··· Data

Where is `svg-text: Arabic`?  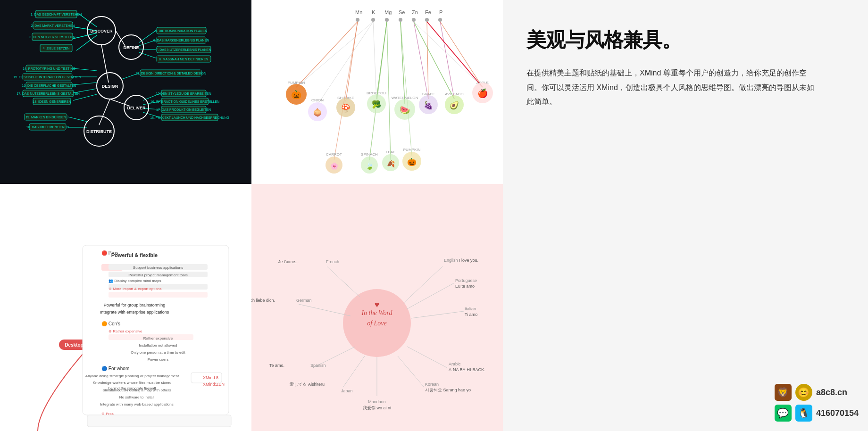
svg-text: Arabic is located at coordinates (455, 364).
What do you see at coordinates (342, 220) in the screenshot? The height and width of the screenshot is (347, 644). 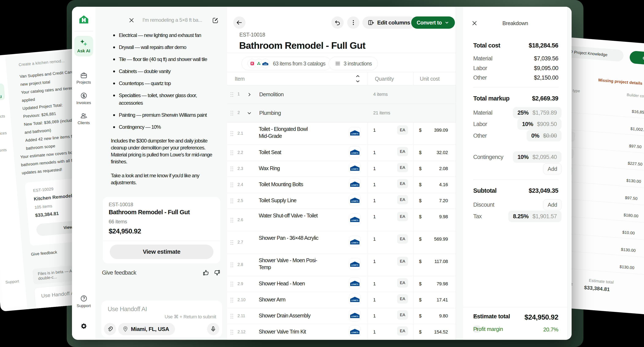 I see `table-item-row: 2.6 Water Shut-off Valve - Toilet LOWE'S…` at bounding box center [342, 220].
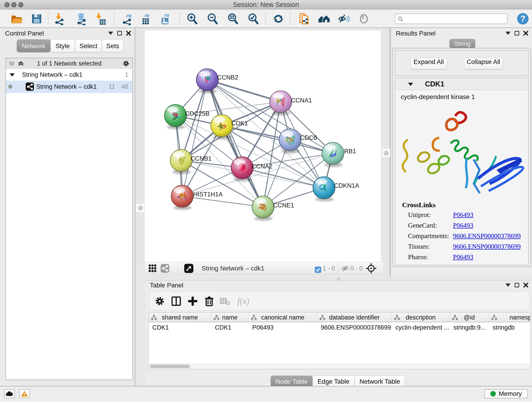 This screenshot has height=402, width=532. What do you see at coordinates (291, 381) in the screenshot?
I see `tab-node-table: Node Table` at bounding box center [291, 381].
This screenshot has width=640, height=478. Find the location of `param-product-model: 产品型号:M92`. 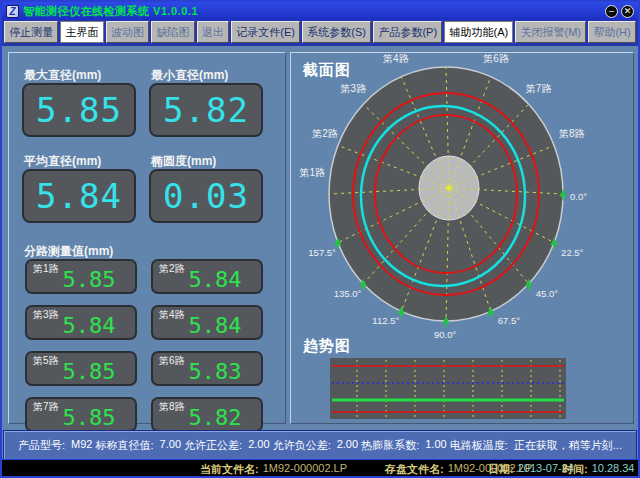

······
··· Data

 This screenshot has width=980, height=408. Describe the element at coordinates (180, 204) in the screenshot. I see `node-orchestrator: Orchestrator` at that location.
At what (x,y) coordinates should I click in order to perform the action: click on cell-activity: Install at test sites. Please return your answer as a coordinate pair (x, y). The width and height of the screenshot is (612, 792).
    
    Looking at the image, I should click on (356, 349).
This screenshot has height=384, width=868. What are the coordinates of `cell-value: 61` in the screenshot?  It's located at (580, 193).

······

Task brief: Within the data above, the span starting at the line containing "At what (x,y)" and ending at the line containing "This screenshot has height=384, width=868." is to be retyped exactly, with no other lines.

Answer to the exercise:
At what (x,y) coordinates should I click in order to perform the action: click on cell-activity: Install at test sites. Please return your answer as a coordinate pair (x, y). The width and height of the screenshot is (612, 792).
    
    Looking at the image, I should click on (356, 349).
This screenshot has height=384, width=868. What are the coordinates of `cell-value: 61` in the screenshot?  It's located at (580, 193).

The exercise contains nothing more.